The RFM approach allows you to allocate marketing budgets proportionally to each segment's value, rather than treating all customers the same. Top ecommerce merchants devote 60% of their retention budget to the top 20% most valuable customers.

Customer experience and service quality

Customer lifespan depends directly on satisfaction. A satisfied customer stays active longer and recommends your brand. Key factors include delivery speed, packaging quality, ease of returns and customer service responsiveness. Every unresolved friction point is an opportunity for a competitor to capture your customer.


Fullmetrix: track LTV by customer segment

Calculating LTV manually is tedious and error-prone.
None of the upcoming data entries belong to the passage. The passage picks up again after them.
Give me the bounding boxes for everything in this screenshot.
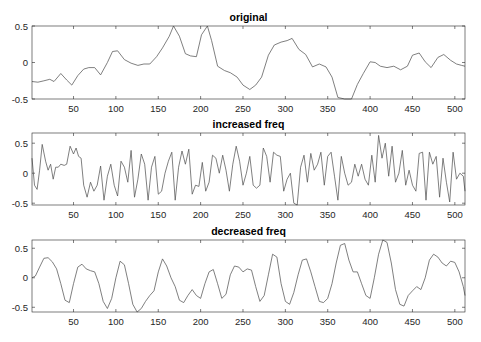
signal-line xyxy=(32,135,465,205)
x-tick-label: 500 xyxy=(447,103,463,114)
axes-box xyxy=(32,26,465,99)
subplot-title: increased freq xyxy=(213,118,285,130)
x-tick-label: 300 xyxy=(277,103,293,114)
x-tick-label: 400 xyxy=(362,103,378,114)
x-tick-label: 450 xyxy=(405,103,421,114)
x-tick-label: 200 xyxy=(193,316,209,327)
y-tick-label: -0.5 xyxy=(12,302,28,313)
y-tick-label: 0 xyxy=(23,57,28,68)
x-tick-label: 350 xyxy=(320,316,336,327)
x-tick-label: 100 xyxy=(108,209,124,220)
x-tick-label: 450 xyxy=(405,209,421,220)
signal-line xyxy=(32,26,465,99)
x-tick-label: 250 xyxy=(235,103,251,114)
x-tick-label: 400 xyxy=(362,316,378,327)
axes-box xyxy=(32,133,465,205)
subplot-title: original xyxy=(230,11,268,23)
axis-ticks: 50100150200250300350400450500-0.500.5 xyxy=(12,133,465,220)
x-tick-label: 100 xyxy=(108,316,124,327)
x-tick-label: 350 xyxy=(320,103,336,114)
y-tick-label: -0.5 xyxy=(12,94,28,105)
x-tick-label: 150 xyxy=(150,103,166,114)
subplot-title: decreased freq xyxy=(211,225,286,237)
x-tick-label: 100 xyxy=(108,103,124,114)
y-tick-label: -0.5 xyxy=(12,198,28,209)
y-tick-label: 0 xyxy=(23,272,28,283)
x-tick-label: 50 xyxy=(68,209,79,220)
x-tick-label: 250 xyxy=(235,316,251,327)
x-tick-label: 450 xyxy=(405,316,421,327)
x-tick-label: 150 xyxy=(150,316,166,327)
x-tick-label: 300 xyxy=(277,316,293,327)
x-tick-label: 500 xyxy=(447,209,463,220)
x-tick-label: 200 xyxy=(193,209,209,220)
x-tick-label: 250 xyxy=(235,209,251,220)
subplot-original: original 50100150200250300350400450500-0… xyxy=(12,11,465,114)
figure-canvas: original 50100150200250300350400450500-0… xyxy=(0,0,481,342)
axis-ticks: 50100150200250300350400450500-0.500.5 xyxy=(12,240,465,327)
x-tick-label: 50 xyxy=(68,316,79,327)
y-tick-label: 0.5 xyxy=(15,21,28,32)
x-tick-label: 150 xyxy=(150,209,166,220)
y-tick-label: 0.5 xyxy=(15,243,28,254)
subplot-increased-freq: increased freq 5010015020025030035040045… xyxy=(12,118,465,220)
y-tick-label: 0.5 xyxy=(15,138,28,149)
x-tick-label: 400 xyxy=(362,209,378,220)
x-tick-label: 200 xyxy=(193,103,209,114)
axes-box xyxy=(32,240,465,312)
x-tick-label: 350 xyxy=(320,209,336,220)
subplot-decreased-freq: decreased freq 5010015020025030035040045… xyxy=(12,225,465,327)
axis-ticks: 50100150200250300350400450500-0.500.5 xyxy=(12,21,465,115)
signal-line xyxy=(32,240,465,312)
x-tick-label: 500 xyxy=(447,316,463,327)
x-tick-label: 300 xyxy=(277,209,293,220)
x-tick-label: 50 xyxy=(68,103,79,114)
y-tick-label: 0 xyxy=(23,168,28,179)
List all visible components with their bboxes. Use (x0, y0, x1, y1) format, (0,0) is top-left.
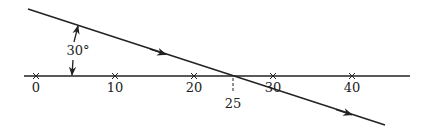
tick-label-40: 40 (344, 80, 361, 95)
tick-label-0: 0 (32, 80, 40, 95)
ray-direction-arrow-icon (336, 110, 352, 115)
tick-label-10: 10 (107, 80, 124, 95)
angle-arrow-down-icon (72, 60, 73, 75)
diagram-canvas: 0 10 20 30 40 25 30° (0, 0, 430, 132)
angle-arrow-up-icon (74, 26, 78, 42)
tick-label-30: 30 (265, 80, 282, 95)
ray-line (28, 9, 385, 125)
tick-label-20: 20 (186, 80, 203, 95)
angle-label: 30° (66, 43, 89, 58)
marker-label-25: 25 (225, 96, 242, 111)
ray-direction-arrow-icon (150, 49, 166, 54)
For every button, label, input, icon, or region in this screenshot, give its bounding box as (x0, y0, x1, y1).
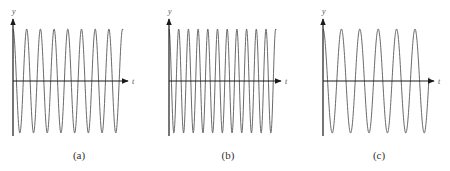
sinusoid-figure: y t (a) y t (b) y t (c) (0, 0, 450, 171)
t-axis-label: t (438, 77, 441, 86)
t-axis-label: t (132, 77, 135, 86)
panel-c: y t (c) (321, 7, 441, 162)
panel-caption: (c) (373, 149, 386, 162)
panel-a: y t (a) (11, 7, 135, 162)
t-axis-label: t (285, 77, 288, 86)
panel-caption: (b) (222, 149, 235, 162)
y-axis-label: y (321, 7, 326, 16)
y-axis-label: y (167, 7, 172, 16)
panel-caption: (a) (73, 149, 86, 162)
panel-b: y t (b) (167, 7, 288, 162)
y-axis-label: y (11, 7, 16, 16)
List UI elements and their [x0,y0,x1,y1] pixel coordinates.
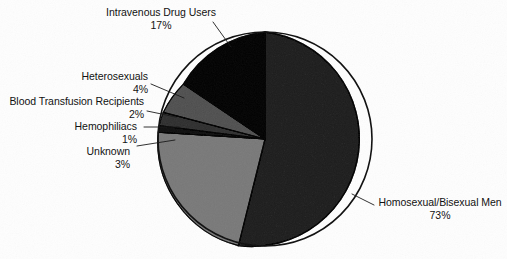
pie-label-name: Heterosexuals [0,70,148,83]
pie-label-hemophiliacs: Hemophiliacs 1% [0,120,137,145]
pie-chart-figure: Intravenous Drug Users 17% Heterosexuals… [0,0,507,259]
pie-label-percent: 1% [0,133,137,146]
pie-label-percent: 2% [0,108,144,121]
pie-label-unknown: Unknown 3% [0,145,130,170]
pie-label-percent: 73% [376,209,504,222]
pie-label-name: Homosexual/Bisexual Men [376,196,504,209]
pie-label-intravenous-drug-users: Intravenous Drug Users 17% [96,6,226,31]
pie-label-percent: 17% [96,19,226,32]
pie-label-percent: 4% [0,83,148,96]
pie-label-name: Blood Transfusion Recipients [0,95,144,108]
pie-label-percent: 3% [0,158,130,171]
pie-label-blood-transfusion-recipients: Blood Transfusion Recipients 2% [0,95,144,120]
pie-label-name: Unknown [0,145,130,158]
pie-label-name: Intravenous Drug Users [96,6,226,19]
pie-label-name: Hemophiliacs [0,120,137,133]
pie-label-homosexual-bisexual-men: Homosexual/Bisexual Men 73% [376,196,504,221]
pie-label-heterosexuals: Heterosexuals 4% [0,70,148,95]
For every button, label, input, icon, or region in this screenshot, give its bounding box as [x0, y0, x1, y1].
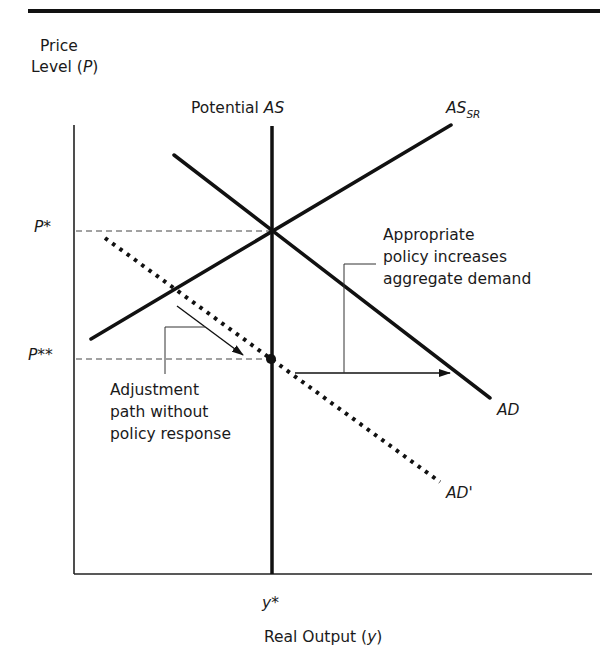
- x-axis-title-prefix: Real Output (: [264, 628, 367, 646]
- chart-plot: [0, 0, 609, 658]
- p-double-star-point: [266, 354, 276, 364]
- potential-as-prefix: Potential: [191, 99, 264, 117]
- adjustment-leader: [165, 327, 205, 374]
- as-sr-main: AS: [446, 99, 466, 117]
- p-double-star-label: P**: [28, 346, 53, 365]
- y-axis-title-line2: Level (P): [31, 58, 98, 77]
- policy-note-line3: aggregate demand: [383, 270, 531, 289]
- y-axis-title-prefix: Level (: [31, 58, 83, 76]
- y-axis-variable: P: [83, 58, 92, 76]
- potential-as-label: Potential AS: [191, 99, 284, 118]
- y-axis-title-line1: Price: [40, 37, 78, 56]
- x-axis-variable: y: [367, 628, 376, 646]
- adjust-note-line1: Adjustment: [110, 381, 199, 400]
- adjust-note-line2: path without: [110, 403, 208, 422]
- potential-as-variable: AS: [264, 99, 284, 117]
- y-star-label: y*: [262, 594, 279, 613]
- as-sr-label: ASSR: [446, 99, 480, 119]
- as-sr-subscript: SR: [466, 108, 480, 120]
- y-axis-title-suffix: ): [92, 58, 98, 76]
- ad-prime-label: AD': [446, 484, 473, 503]
- ad-label: AD: [497, 401, 520, 420]
- policy-leader: [344, 264, 376, 373]
- x-axis-title: Real Output (y): [264, 628, 382, 647]
- adjust-note-line3: policy response: [110, 425, 231, 444]
- x-axis-title-suffix: ): [376, 628, 382, 646]
- policy-note-line1: Appropriate: [383, 226, 474, 245]
- policy-note-line2: policy increases: [383, 248, 507, 267]
- p-star-label: P*: [34, 218, 51, 237]
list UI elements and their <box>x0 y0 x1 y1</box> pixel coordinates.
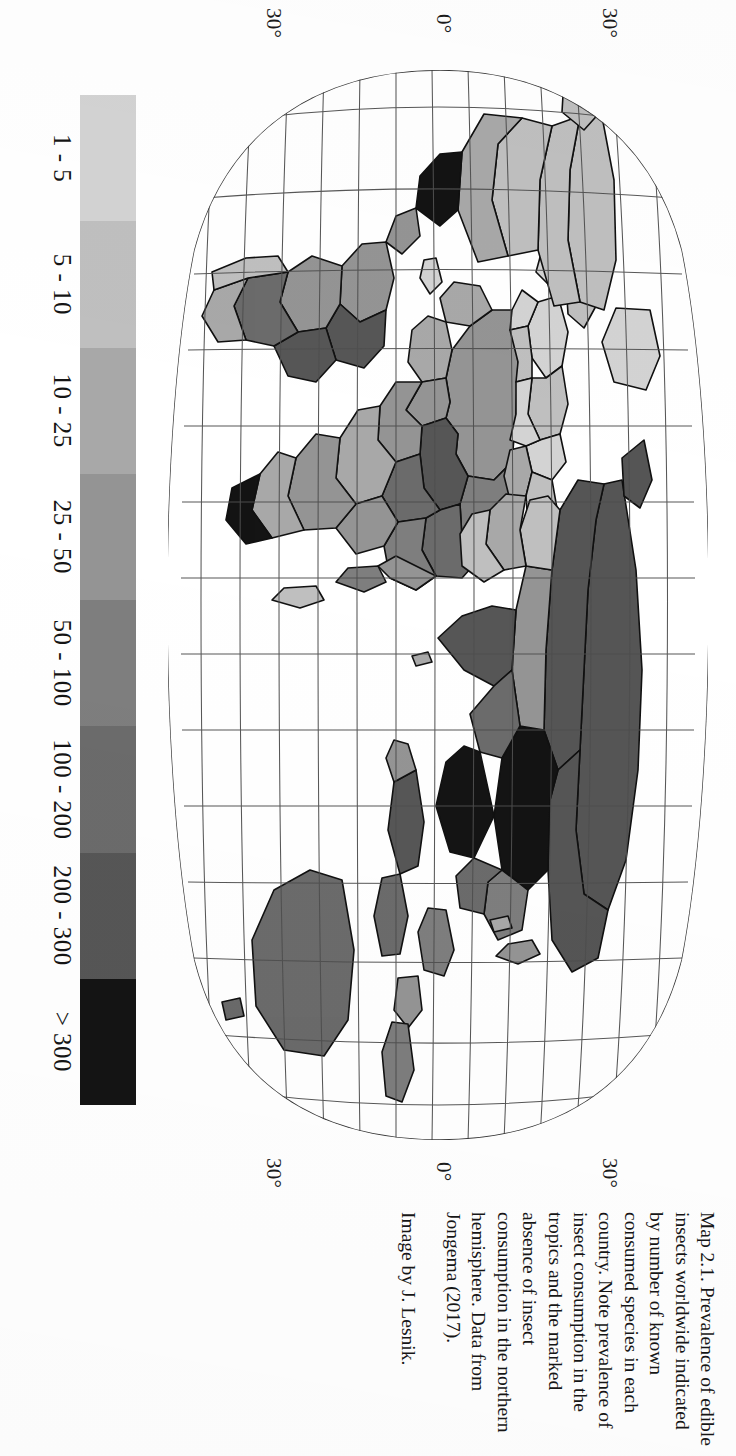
legend-swatch-200-300 <box>80 853 136 979</box>
legend-swatch-10-25 <box>80 348 136 474</box>
legend-label-row: 1 - 5 5 - 10 10 - 25 25 - 50 50 - 100 10… <box>48 95 76 1105</box>
lat-label-right-30n: 30° <box>597 1158 622 1188</box>
legend-color-bar <box>80 95 136 1105</box>
legend-swatch-5-10 <box>80 221 136 347</box>
lat-label-right-0: 0° <box>431 1162 456 1181</box>
world-map-svg <box>168 10 708 1190</box>
caption-body: Map 2.1. Prevalence of edible insects wo… <box>441 1212 720 1448</box>
figure-map-2-1: 30° 0° 30° 30° 0° 30° 1 - 5 5 - 10 <box>0 0 736 1200</box>
book-page: 30° 0° 30° 30° 0° 30° 1 - 5 5 - 10 <box>0 0 736 1456</box>
legend-swatch-25-50 <box>80 474 136 600</box>
figure-caption: Map 2.1. Prevalence of edible insects wo… <box>395 1212 720 1448</box>
lat-label-left-0: 0° <box>431 14 456 33</box>
lat-label-left-30n: 30° <box>597 8 622 38</box>
legend-label-100-200: 100 - 200 <box>48 726 76 852</box>
legend-swatch-50-100 <box>80 600 136 726</box>
legend-swatch-100-200 <box>80 726 136 852</box>
legend-label-200-300: 200 - 300 <box>48 853 76 979</box>
map-legend: 1 - 5 5 - 10 10 - 25 25 - 50 50 - 100 10… <box>26 95 136 1105</box>
legend-label-50-100: 50 - 100 <box>48 600 76 726</box>
lat-label-right-30s: 30° <box>261 1158 286 1188</box>
legend-label-1-5: 1 - 5 <box>48 95 76 221</box>
legend-label-over-300: > 300 <box>48 979 76 1105</box>
legend-label-5-10: 5 - 10 <box>48 221 76 347</box>
legend-label-10-25: 10 - 25 <box>48 348 76 474</box>
world-map: 30° 0° 30° 30° 0° 30° <box>168 10 708 1190</box>
map-body <box>168 10 708 1190</box>
legend-label-25-50: 25 - 50 <box>48 474 76 600</box>
caption-credit: Image by J. Lesnik. <box>395 1212 420 1448</box>
lat-label-left-30s: 30° <box>261 8 286 38</box>
legend-swatch-1-5 <box>80 95 136 221</box>
legend-swatch-over-300 <box>80 979 136 1105</box>
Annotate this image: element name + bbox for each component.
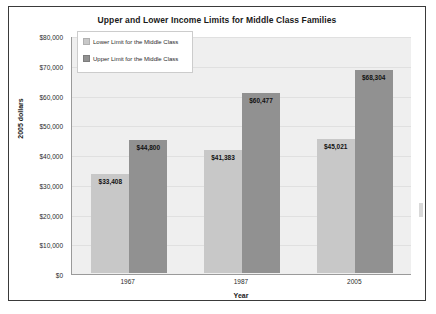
bar-value-label: $41,383 (211, 154, 235, 161)
x-tick-label: 2005 (298, 278, 411, 292)
bar-value-label: $33,408 (99, 178, 123, 185)
bar[interactable]: $44,800 (129, 140, 167, 273)
scroll-artifact (419, 203, 423, 217)
y-tick-label: $60,000 (40, 93, 64, 100)
bar-group: $41,383$60,477 (186, 37, 299, 273)
bar[interactable]: $33,408 (91, 174, 129, 273)
x-tick-label: 1967 (71, 278, 184, 292)
chart-legend: Lower Limit for the Middle ClassUpper Li… (77, 31, 193, 73)
bar[interactable]: $68,304 (355, 70, 393, 273)
legend-swatch-icon (83, 55, 90, 62)
bar[interactable]: $41,383 (204, 150, 242, 273)
bar-value-label: $45,021 (324, 143, 348, 150)
legend-swatch-icon (83, 38, 90, 45)
legend-item[interactable]: Lower Limit for the Middle Class (83, 38, 187, 45)
bar-value-label: $44,800 (137, 144, 161, 151)
x-axis-tick-labels: 196719872005 (71, 278, 411, 292)
chart-title: Upper and Lower Income Limits for Middle… (9, 15, 425, 25)
y-tick-label: $10,000 (40, 242, 64, 249)
y-tick-label: $70,000 (40, 63, 64, 70)
y-tick-label: $30,000 (40, 182, 64, 189)
bar[interactable]: $45,021 (317, 139, 355, 273)
y-tick-label: $80,000 (40, 34, 64, 41)
x-tick-label: 1987 (184, 278, 297, 292)
chart-frame: Upper and Lower Income Limits for Middle… (8, 6, 426, 301)
y-axis-tick-labels: $0$10,000$20,000$30,000$40,000$50,000$60… (9, 37, 67, 275)
bar-group: $45,021$68,304 (298, 37, 411, 273)
bar-value-label: $60,477 (249, 97, 273, 104)
y-tick-label: $50,000 (40, 123, 64, 130)
legend-label: Upper Limit for the Middle Class (93, 56, 178, 62)
x-axis-title: Year (71, 292, 411, 299)
y-tick-label: $0 (56, 272, 63, 279)
legend-label: Lower Limit for the Middle Class (93, 39, 178, 45)
bar[interactable]: $60,477 (242, 93, 280, 273)
y-tick-label: $20,000 (40, 212, 64, 219)
y-tick-label: $40,000 (40, 153, 64, 160)
bar-value-label: $68,304 (362, 74, 386, 81)
legend-item[interactable]: Upper Limit for the Middle Class (83, 55, 187, 62)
Fullmetrix fully automates Customer Lifetime Value tracking for WooCommerce and PrestaShop stores, with a granularity that native tools cannot match.

  • Automatic LTV calculation per customer, segment and acquisition cohort
  • Monthly cohort analysis with cumulative revenue curve visualization
  • Built-in RFM segmentation to identify your most valuable customers and those at churn risk
  • LTV/CAC ratio by acquisition channel to optimize marketing budgets
  • Sync high-LTV segments to your advertising audiences (Meta Ads, Google Ads, TikTok Ads)
  • Automatic alerts when a segment's LTV drops below a defined threshold

With Fullmetrix, you shift from reactive to predictive customer value management. You identify the most profitable segments, focus investments on channels that generate the highest-LTV customers and detect churn signals before it is too late.

Ecommerce merchants who track their LTV by segment with Fullmetrix see an average 25% improvement in their LTV/CAC ratio within 6 months, thanks to better allocation of acquisition and retention budgets.Results observed among Fullmetrix users

FAQ on Customer Lifetime Value

What is the difference between LTV and CLV?

LTV (Lifetime Value) and CLV (Customer Lifetime Value) refer to exactly the same metric. Both terms are used interchangeably in the industry. Some distinguish historical CLV (based on past data) from predictive CLV (estimated via statistical models), but this distinction is not standardized.

What is a good LTV in ecommerce?

There is no universally good LTV as it depends heavily on the sector, average product price and business model. The relevant indicator is the LTV/CAC ratio: it should be above 3:1 to ensure profitable growth. In general ecommerce, an LTV between 200 and 600 EUR is common. In subscription models, it can exceed 1,000 EUR.

How often should LTV be recalculated?

LTV should be recalculated monthly at minimum, ideally continuously via an automated tool. Cohort analyses should be reviewed quarterly to detect trends. After a major change (new acquisition channel, price modification, loyalty program launch), LTV should be monitored closely for 3 to 6 months to measure the impact.

How can LTV be increased quickly?

The fastest lever is the automated repurchase email: set up a sequence that follows up with customers 30 days after their last purchase with a personalized recommendation. This single mechanism can increase purchase frequency by 15 to 20% within weeks. In parallel, implement cross-selling on the cart page to increase average order value immediately.


Mezri
MezriFounder of Fullmetrix

Founder of Fullmetrix. E-commerce acquisition and analytics expert, I help merchants turn their data into profitable decisions.